The paper "Generating Natural Adversarial Examples" by Zhao, Dua, and Singh addresses the pressing issue of adversarial vulnerability in machine learning models. Traditional adversarial examples involve minor perturbations to inputs that can lead to significant errors in model predictions. However, these perturbations often produce inputs that lack semantic meaning, making them less applicable in complex domains like language.

Framework and Methodology

This work introduces a novel framework that generates adversarial examples by searching in the semantic space of dense, continuous data representations. The approach leverages Generative Adversarial Networks (GANs) to achieve this. By mapping the data through a latent space, the authors create adversarial instances that are both natural and meaningful.

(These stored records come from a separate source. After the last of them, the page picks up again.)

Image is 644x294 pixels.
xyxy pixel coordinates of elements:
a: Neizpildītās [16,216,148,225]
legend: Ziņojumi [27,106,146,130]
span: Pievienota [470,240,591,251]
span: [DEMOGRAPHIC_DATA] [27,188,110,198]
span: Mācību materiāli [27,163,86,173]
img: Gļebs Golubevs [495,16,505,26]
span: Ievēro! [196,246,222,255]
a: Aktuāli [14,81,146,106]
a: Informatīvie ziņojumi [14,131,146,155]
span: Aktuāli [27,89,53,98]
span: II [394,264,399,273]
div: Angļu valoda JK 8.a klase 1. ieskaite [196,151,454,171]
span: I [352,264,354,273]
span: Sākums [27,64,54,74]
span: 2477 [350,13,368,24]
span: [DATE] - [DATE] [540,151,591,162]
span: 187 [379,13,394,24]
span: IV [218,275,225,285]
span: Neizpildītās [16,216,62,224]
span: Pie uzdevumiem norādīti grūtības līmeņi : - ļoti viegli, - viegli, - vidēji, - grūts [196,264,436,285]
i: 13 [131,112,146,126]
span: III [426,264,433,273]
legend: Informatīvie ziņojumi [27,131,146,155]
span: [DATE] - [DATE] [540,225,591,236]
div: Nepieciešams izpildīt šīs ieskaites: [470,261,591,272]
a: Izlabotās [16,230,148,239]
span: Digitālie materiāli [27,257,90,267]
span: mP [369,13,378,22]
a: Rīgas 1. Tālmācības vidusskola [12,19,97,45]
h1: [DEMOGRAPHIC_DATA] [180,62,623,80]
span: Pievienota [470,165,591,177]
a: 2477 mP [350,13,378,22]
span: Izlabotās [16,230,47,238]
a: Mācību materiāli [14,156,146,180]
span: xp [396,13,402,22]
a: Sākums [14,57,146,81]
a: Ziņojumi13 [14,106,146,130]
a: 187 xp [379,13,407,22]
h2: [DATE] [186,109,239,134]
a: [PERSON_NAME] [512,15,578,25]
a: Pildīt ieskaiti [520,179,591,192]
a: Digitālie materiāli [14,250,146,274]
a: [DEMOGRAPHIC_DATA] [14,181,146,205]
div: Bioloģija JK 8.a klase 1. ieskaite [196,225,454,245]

The framework involves two key components: a generator and an inverter. The generator learns a mapping from normally distributed latent vectors to data instances, creating realistic adversarial samples. The inverter understands the mapping of real data instances back to this latent space, facilitating the exploration of adversarial examples in this semantic space.

Applications and Results

The framework is applied across various tasks, demonstrating its wide applicability:

  • Image Classification: Experiments on datasets like MNIST and LSUN showcase the generation of natural-looking adversarial images that maintain semantic coherence. This contrasts with traditional approaches like FGSM, which produce noise-heavy and less interpretable adversaries.
  • Textual Domains: The proposal is extended to language processing, wherein adversaries are generated for tasks such as textual entailment and machine translation. This capability stems from using an adversarially regularized autoencoder to handle discrete data, ensuring syntactic correctness in generated sentences.

The paper reports significant outcomes in terms of the naturalness and legibility of adversarial examples, verified through a combination of quantitative measures (e.g., perturbation distances in latent space) and human evaluations.

Implications and Future Directions

This research has substantial implications for understanding and improving model robustness. By generating adversarial examples that retain semantic fidelity, it opens avenues for more insightful vulnerability assessments and robustness enhancements of machine learning models. The technique can be extended to evaluate black-box models without requiring gradient access, making it relevant for practical applications where models often operate in opaque environments.

Future developments could explore more sophisticated search algorithms and the integration of alternative generative models like VAEs. Advances in GAN training methodologies and their incorporation into this framework could further enhance the quality of adversarial samples.

In conclusion, this paper provides an interdisciplinary approach combining adversarial learning and generative modeling to address crucial shortcomings in adversarial example generation, particularly within complex domains requiring semantic coherence. The results contribute toward more resilient machine learning systems, effectively bridging theoretical advancements with practical necessities.